Padstow is a small town carrying a big reputation. The harbour itself is busy in summer and quiet by late September; the surrounding lanes turn over from car-free in winter to gridlocked by August half-term. Where you stay in this corner of north Cornwall shapes everything else about the trip — whether you're walking to dinner or driving twenty minutes, whether the kids wake up to surf or to bobbing fishing boats, whether you ever sit in a queue for the Camel Trail bike hire.
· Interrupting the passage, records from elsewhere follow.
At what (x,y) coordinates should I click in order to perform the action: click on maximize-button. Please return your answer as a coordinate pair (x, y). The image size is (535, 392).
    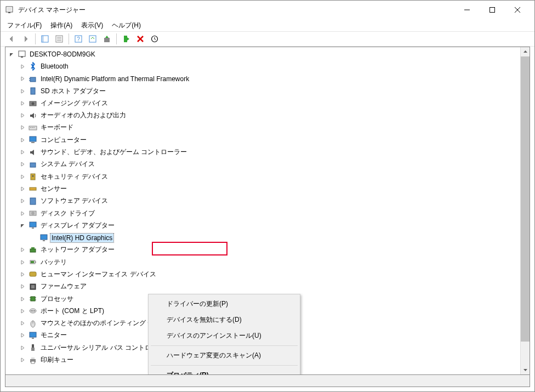
    Looking at the image, I should click on (492, 10).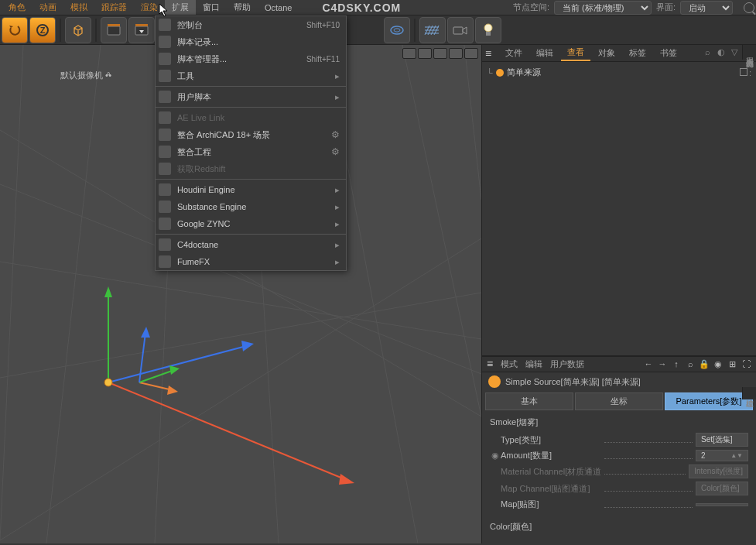 The width and height of the screenshot is (756, 545). I want to click on lock-icon: 🔒, so click(704, 364).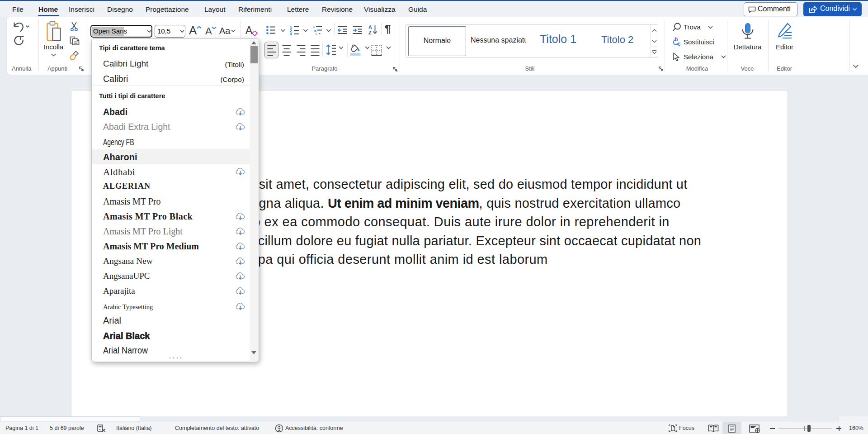 Image resolution: width=868 pixels, height=434 pixels. What do you see at coordinates (291, 33) in the screenshot?
I see `svg-text: 3` at bounding box center [291, 33].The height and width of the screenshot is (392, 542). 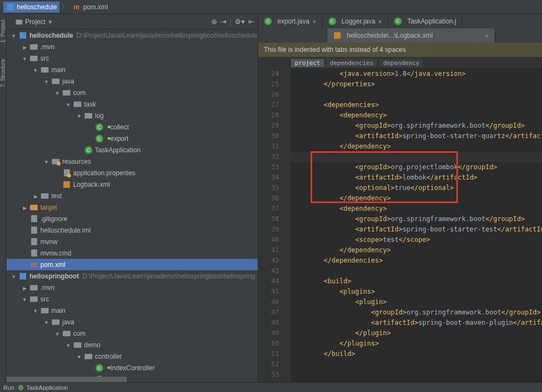 What do you see at coordinates (132, 345) in the screenshot?
I see `tree-row-demo: demo` at bounding box center [132, 345].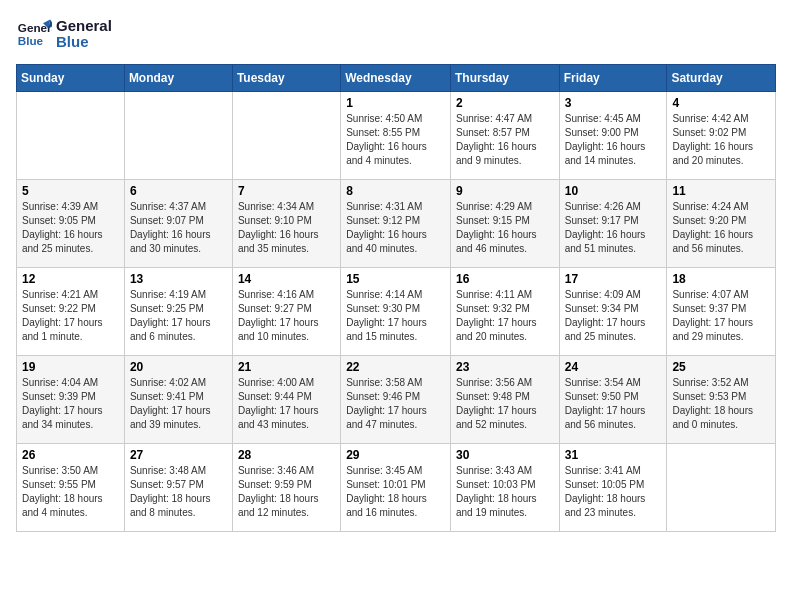  What do you see at coordinates (286, 312) in the screenshot?
I see `calendar-cell: 14Sunrise: 4:16 AMSunset: 9:27 PMDayligh…` at bounding box center [286, 312].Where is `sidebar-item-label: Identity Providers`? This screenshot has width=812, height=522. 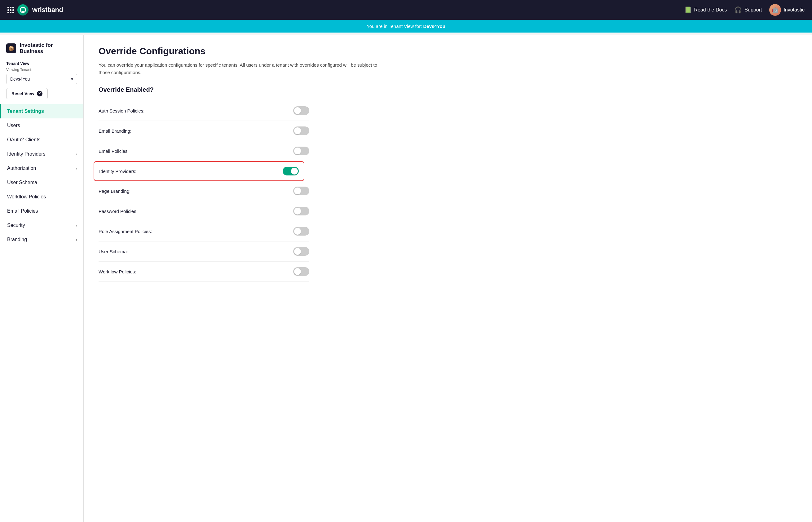
sidebar-item-label: Identity Providers is located at coordinates (26, 154).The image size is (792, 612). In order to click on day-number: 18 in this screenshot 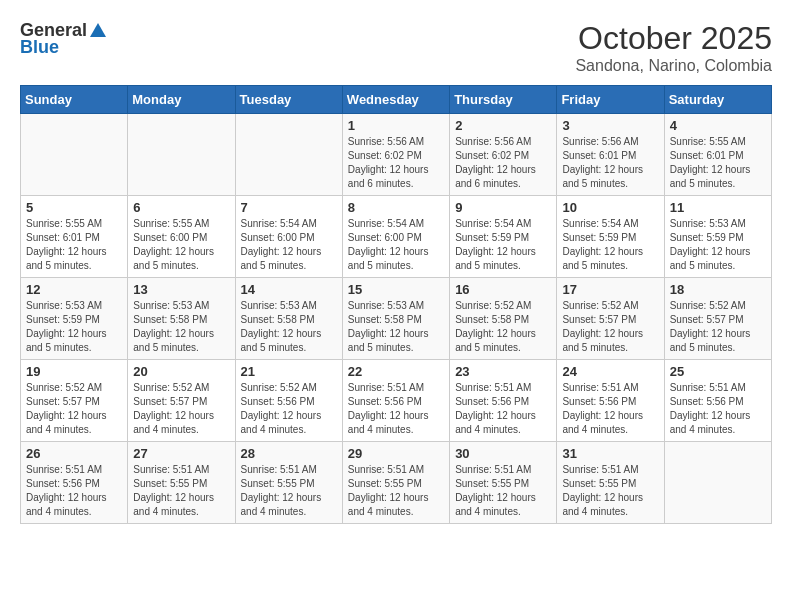, I will do `click(718, 290)`.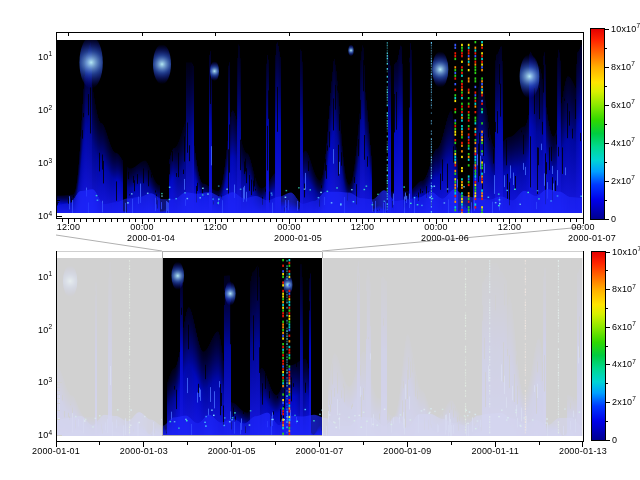  I want to click on y-tick-label: 104, so click(37, 216).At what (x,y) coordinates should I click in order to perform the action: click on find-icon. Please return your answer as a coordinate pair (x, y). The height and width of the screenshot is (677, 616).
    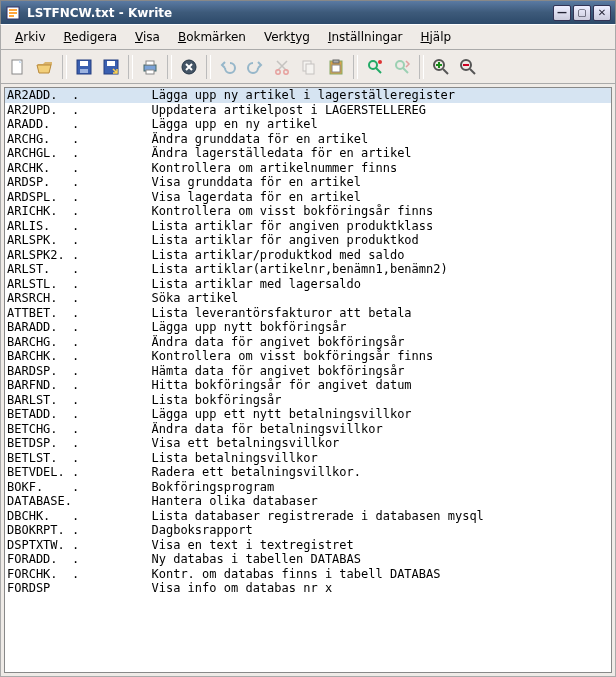
    Looking at the image, I should click on (375, 67).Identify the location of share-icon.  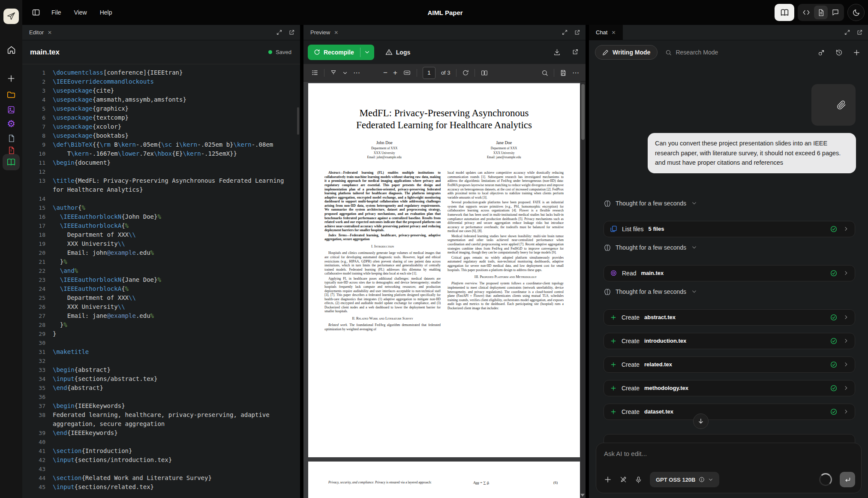
(821, 52).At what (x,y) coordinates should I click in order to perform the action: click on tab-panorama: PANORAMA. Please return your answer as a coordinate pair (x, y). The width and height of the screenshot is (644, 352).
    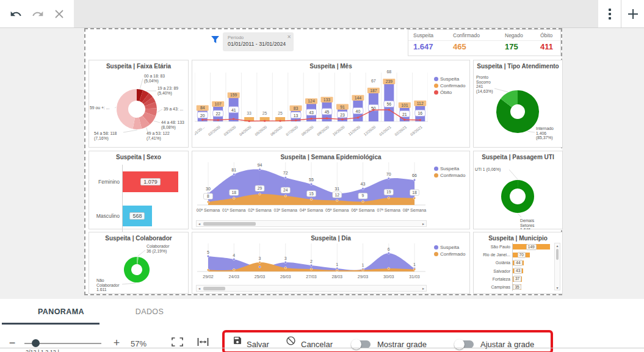
    Looking at the image, I should click on (61, 312).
The strongest pattern: Padstow itself rewards short-stay, food-led visits; the surrounding villages reward longer self-catering breaks with beach access. Trevone, Constantine, Treyarnon and Harlyn form a chain of bays west of town that each have their own character and a small clutch of cottages. Across the Camel estuary, Rock and Polzeath play a different game entirely — sailing, beach houses, and a quieter pace, with a passenger ferry that closes the loop at peak season.

Padstow harbour & town

Stay in the town and you can walk to every restaurant on your list — Rick Stein's, Paul Ainsworth at No 6, Prawn on the Lawn — without thinking about driving home. The cottages here are tight-packed eighteenth-century terraces with steep stairs and small rooms; book a parking space with the property or accept that you'll use the long-stay carpark above town. Best in shoulder season, when the day-trippers thin out and the harbour calms down.

Best for

Food-led short breaks, couples without a car-dependent plan

Trevone & Harlyn Bay

Two beach villages a short drive west of Padstow — Trevone with its blowhole and tidal rock pools, Harlyn with the most consistent gentle surf in the area. The cottages tend to be larger, often with garden space, and the lanes are quieter than Padstow itself. A bike ride or twenty-minute drive gets you back into town for dinner; staying out here you save half the cost and gain a beach you can walk to in pyjamas.

Best for

Families wanting beach access without the harbour crowds

Constantine & Treyarnon

The two best surf beaches near Padstow, with lifeguard cover through the season and a clutch of high-end self-catering. Treyarnon has the YHA at one end and proper beach houses at the other; Constantine Bay attracts the surf-school crowd and a more upmarket cottage rental scene. Excellent base if surfing is the point of the trip — and you don't mind a fifteen-minute drive when you want a restaurant.

Best for

Surfers, active families, longer self-catering stays

Rock & Polzeath (over the estuary)

Different holiday entirely. Rock is sailing, sandbar swimming, and the highest concentration of premium beach houses in the county; Polzeath is the surf town, busier, livelier, and the spiritual home of the Cornish family summer. The Black Tor ferry runs to Padstow most of the year. Rents here are at the top of the Cornish market — book early or accept the off-season as a feature.

Best for

Premium beach-house holidays, sailing families, multi-generational groups

Wadebridge & the Camel Trail

Five miles inland on the river, Wadebridge is a working market town with proper shops, a passable food scene, and direct access to the Camel Trail cycle path that runs all the way to Padstow. Self-catering here costs notably less than the coast, and you trade beach steps for a more practical base — supermarkets, a vet, a hardware store. Worth considering for longer stays where one day's beach time is plenty.

Best for

Longer breaks, cyclists, budget-conscious families

Plan your trip

Three days in Cornwall

Pair Padstow with the rest of the county — north coast to south, in a considered three-day route.